Authors Public Collections Topics My Collections

Quotes by William Shakespeare

William Shakespeare

Fear no more the heat o the sun,Nor the furious winters rages;

I have more care to staythan will to go.

This is a way to kill a wife with kindness,And thus Ill curb her mad and headstrong humour.He that knows better how to tame a shrew,Now let him speak. Tis charity to show.

She vied so fast, protesting oath after oath,that in a twink she won me to her love.O, you are novices. Tis a world to seeHow tame, when men and women are alone,A meacock wretch can make the curstest shrew.

Beatrice: I wonder that you will still be talking, Signior Benedick: nobody marks you.Benedick: What, my dear Lady Disdain! are you yet living?

BEROWNE: What time o day?ROSALINE: The hour that fools should ask.

By this reckoning he is more a shrew than she.

For I am born to tame you, Kate,And bring you from a wild Kate to a KateComfortable as other household Kates.

Of all matches never was the like.

Mother, I will look to like. If looking liking moves.

Your honours players, hearing your amendment, Are come to play a pleasant comedy,For so your doctors hold it very meet,Seeing too much sadness hath congealed your blood,And melancholy is the nurse of frenzy.Therefore they thought it good you hear a play,And frame your mind to mirth and merriment,Which bars a thousand harms and lenghtens life.

I have drunk,and seen the spider.(Leontine, Act II Scene I)

Benedick: I protest I love thee.Beatrice: Why, then, God forgive me!Benedick: What offence, sweet Beatrice?Beatrice: You have stayed me in a happy hour: I was about toprotest I loved you.Benedick: And do it with all thy heart.Beatrice: I love you with so much of my heart that none is left to protest.

From womens eyes this doctrine I derive:They are the ground, the books, the academes,From whence doth spring the true Promethean fire.

We number nothing that we spend for you;Our duty is so rich, so infinite,That we may do it still without accompt.Vouchsafe to show the sunshine of your face,That we, like savages, may worship it.

Be not lost So poorly in your thoughts.

LXXVSo are you to my thoughts as food to life,Or as sweet-seasond showers are to the ground;And for the peace of you I hold such strifeAs twixt a miser and his wealth is found.Now proud as an enjoyer, and anonDoubting the filching age will steal his treasure;Now counting best to be with you alone,Then betterd that the world may see my pleasure:Sometime all full with feasting on your sight,And by and by clean starved for a look;Possessing or pursuing no delightSave what is had, or must from you be took. Thus do I pine and surfeit day by day, Or gluttoning on all, or all away.

Give me my Romeo. And when I shall die,Take him and cut him out in little stars,And he will make the face of heaven so fineThat all the world will be in love with nightAnd pay no worship to the garish sun.

Weaving spiders, come not here, Hence, you long legged spinners, hence! Beetles black, approach not here, worm nor snail, do no offense.

Reply not to me with a fool-born jest.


## What the exercise asks:
Could you print every record below exactly as written?
──────── Data shown ────────
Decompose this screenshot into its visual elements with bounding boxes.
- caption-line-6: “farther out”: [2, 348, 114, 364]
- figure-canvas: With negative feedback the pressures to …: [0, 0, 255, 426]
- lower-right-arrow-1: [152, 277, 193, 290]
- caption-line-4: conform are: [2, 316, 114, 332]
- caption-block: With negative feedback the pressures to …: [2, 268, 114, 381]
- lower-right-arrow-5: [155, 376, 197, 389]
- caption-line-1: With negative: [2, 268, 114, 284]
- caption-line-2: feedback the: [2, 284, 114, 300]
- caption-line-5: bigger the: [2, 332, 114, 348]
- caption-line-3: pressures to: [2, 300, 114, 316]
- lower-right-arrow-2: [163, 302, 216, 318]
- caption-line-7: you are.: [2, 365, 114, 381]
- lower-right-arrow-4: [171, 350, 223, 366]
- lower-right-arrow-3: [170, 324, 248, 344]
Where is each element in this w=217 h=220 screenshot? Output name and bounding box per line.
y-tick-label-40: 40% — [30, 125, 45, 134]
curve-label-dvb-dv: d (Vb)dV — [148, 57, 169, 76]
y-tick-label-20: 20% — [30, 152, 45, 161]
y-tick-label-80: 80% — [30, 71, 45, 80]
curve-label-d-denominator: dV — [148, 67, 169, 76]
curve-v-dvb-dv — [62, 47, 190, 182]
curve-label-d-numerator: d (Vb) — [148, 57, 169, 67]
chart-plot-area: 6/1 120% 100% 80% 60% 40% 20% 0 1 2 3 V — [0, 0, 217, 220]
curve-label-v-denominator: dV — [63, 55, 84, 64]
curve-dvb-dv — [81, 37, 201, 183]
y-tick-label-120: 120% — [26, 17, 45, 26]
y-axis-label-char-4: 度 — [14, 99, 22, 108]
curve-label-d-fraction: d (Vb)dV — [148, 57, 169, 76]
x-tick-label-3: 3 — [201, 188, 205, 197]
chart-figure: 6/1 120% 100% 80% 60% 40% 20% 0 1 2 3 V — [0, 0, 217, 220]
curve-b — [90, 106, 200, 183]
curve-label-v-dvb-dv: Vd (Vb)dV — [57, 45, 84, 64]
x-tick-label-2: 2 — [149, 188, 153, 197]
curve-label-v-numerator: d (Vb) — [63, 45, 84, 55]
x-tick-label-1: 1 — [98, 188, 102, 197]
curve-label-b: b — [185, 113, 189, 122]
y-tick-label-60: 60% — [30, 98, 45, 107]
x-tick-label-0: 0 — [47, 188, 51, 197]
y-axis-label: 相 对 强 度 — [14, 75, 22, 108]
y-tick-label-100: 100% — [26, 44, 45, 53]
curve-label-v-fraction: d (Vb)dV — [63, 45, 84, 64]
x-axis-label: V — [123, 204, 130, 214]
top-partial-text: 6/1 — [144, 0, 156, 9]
────────
## Answer for this exercise:
Decompose this screenshot into its visual elements with bounding boxes.
- caption-line-6: “farther out”: [2, 348, 114, 364]
- figure-canvas: With negative feedback the pressures to …: [0, 0, 255, 426]
- lower-right-arrow-1: [152, 277, 193, 290]
- caption-line-4: conform are: [2, 316, 114, 332]
- caption-block: With negative feedback the pressures to …: [2, 268, 114, 381]
- lower-right-arrow-5: [155, 376, 197, 389]
- caption-line-1: With negative: [2, 268, 114, 284]
- caption-line-2: feedback the: [2, 284, 114, 300]
- caption-line-5: bigger the: [2, 332, 114, 348]
- caption-line-3: pressures to: [2, 300, 114, 316]
- lower-right-arrow-2: [163, 302, 216, 318]
- caption-line-7: you are.: [2, 365, 114, 381]
- lower-right-arrow-4: [171, 350, 223, 366]
- lower-right-arrow-3: [170, 324, 248, 344]
Where is each element in this w=217 h=220 screenshot? Output name and bounding box per line.
y-tick-label-40: 40% — [30, 125, 45, 134]
curve-label-dvb-dv: d (Vb)dV — [148, 57, 169, 76]
y-tick-label-20: 20% — [30, 152, 45, 161]
y-tick-label-80: 80% — [30, 71, 45, 80]
curve-label-d-denominator: dV — [148, 67, 169, 76]
curve-v-dvb-dv — [62, 47, 190, 182]
curve-label-d-numerator: d (Vb) — [148, 57, 169, 67]
chart-plot-area: 6/1 120% 100% 80% 60% 40% 20% 0 1 2 3 V — [0, 0, 217, 220]
curve-label-v-denominator: dV — [63, 55, 84, 64]
curve-dvb-dv — [81, 37, 201, 183]
y-tick-label-120: 120% — [26, 17, 45, 26]
y-axis-label-char-4: 度 — [14, 99, 22, 108]
curve-label-d-fraction: d (Vb)dV — [148, 57, 169, 76]
x-tick-label-3: 3 — [201, 188, 205, 197]
chart-figure: 6/1 120% 100% 80% 60% 40% 20% 0 1 2 3 V — [0, 0, 217, 220]
curve-b — [90, 106, 200, 183]
curve-label-v-dvb-dv: Vd (Vb)dV — [57, 45, 84, 64]
x-tick-label-2: 2 — [149, 188, 153, 197]
curve-label-v-numerator: d (Vb) — [63, 45, 84, 55]
x-tick-label-1: 1 — [98, 188, 102, 197]
curve-label-b: b — [185, 113, 189, 122]
y-tick-label-60: 60% — [30, 98, 45, 107]
x-tick-label-0: 0 — [47, 188, 51, 197]
y-axis-label: 相 对 强 度 — [14, 75, 22, 108]
y-tick-label-100: 100% — [26, 44, 45, 53]
curve-label-v-fraction: d (Vb)dV — [63, 45, 84, 64]
x-axis-label: V — [123, 204, 130, 214]
top-partial-text: 6/1 — [144, 0, 156, 9]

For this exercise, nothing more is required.